To ensure consistency, and on the premise that a writing course must be a course in writing, all sections of WRI 1000 and 1100 will adhere to the following standards:
Students write 16-20 polished pages of final-draft prose in 3-5 assignments
This does not include informal writing, in-class writing, reading responses, drafts, etc., but instead is finished, polished prose, such as a literature review, annotated bibliography, critique, review, research paper, rhetorical analysis, methods discussion, project proposal, proposition, proof, lab report, specifications, or hypothesis.
Students write early in the term and regularly throughout the quarter: at least one writing assignment of some type due each week
These weekly assignments do not need to be long, nor do they all need to receive feedback, nor do they all need to be polished prose for the page count. Research shows the value of low-stakes, informal writing as vital to students learning critical thinking while improving their writing.

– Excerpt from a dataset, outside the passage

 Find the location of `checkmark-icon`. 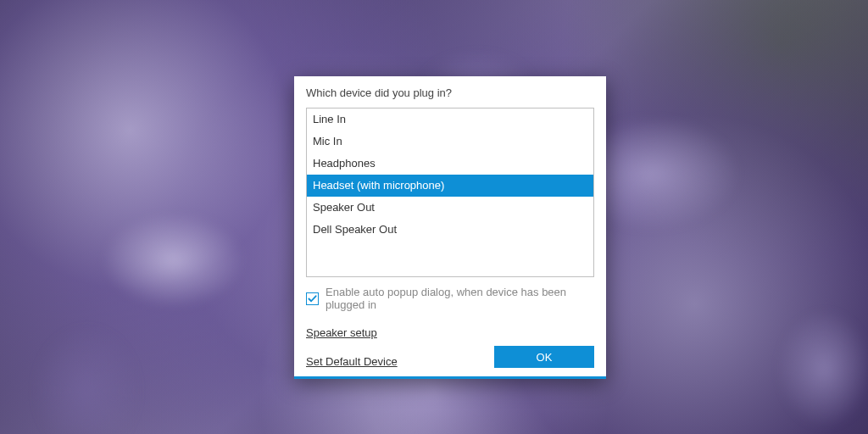

checkmark-icon is located at coordinates (312, 298).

No fewer than three assignments undergo substantial revision
Substantial revision means that at least half the writing is new material or thoroughly reworked. This is an opportunity for the student to fundamentally rethink her writing.
Students receive formative feedback on their writing at least three times
Formative feedback is commentary aimed at revision, commentary that addresses the question, “What is the next step for this writer?” This is different from line editing a student’s writing, and it is different, too, from only marking places that are good or poorly written. Formative feedback aims to help the student substantially revise the current assignment or (if the assignment is finished) think toward the next.
At least half the classroom time is devoted to working with reading, writing, and researching
This can include learning to use databases, learning to write an annotated bibliography, learning to read academic texts, learning citation, doing peer review, workshopping student writing in-class, learning to evaluate sources, analyzing a piece of disciplinary writing for its structure and methods of argument, etc. The purpose of this standard is to ensure the class centers on writing.
No more than 75 pages a week of required/assigned reading
The spirit of this standard is to provide space for writing instruction by ensuring that content doesn’t overtake the course, while recognizing that 75 pages looks quite different in different fields. When reading in a writing class, more is not always better.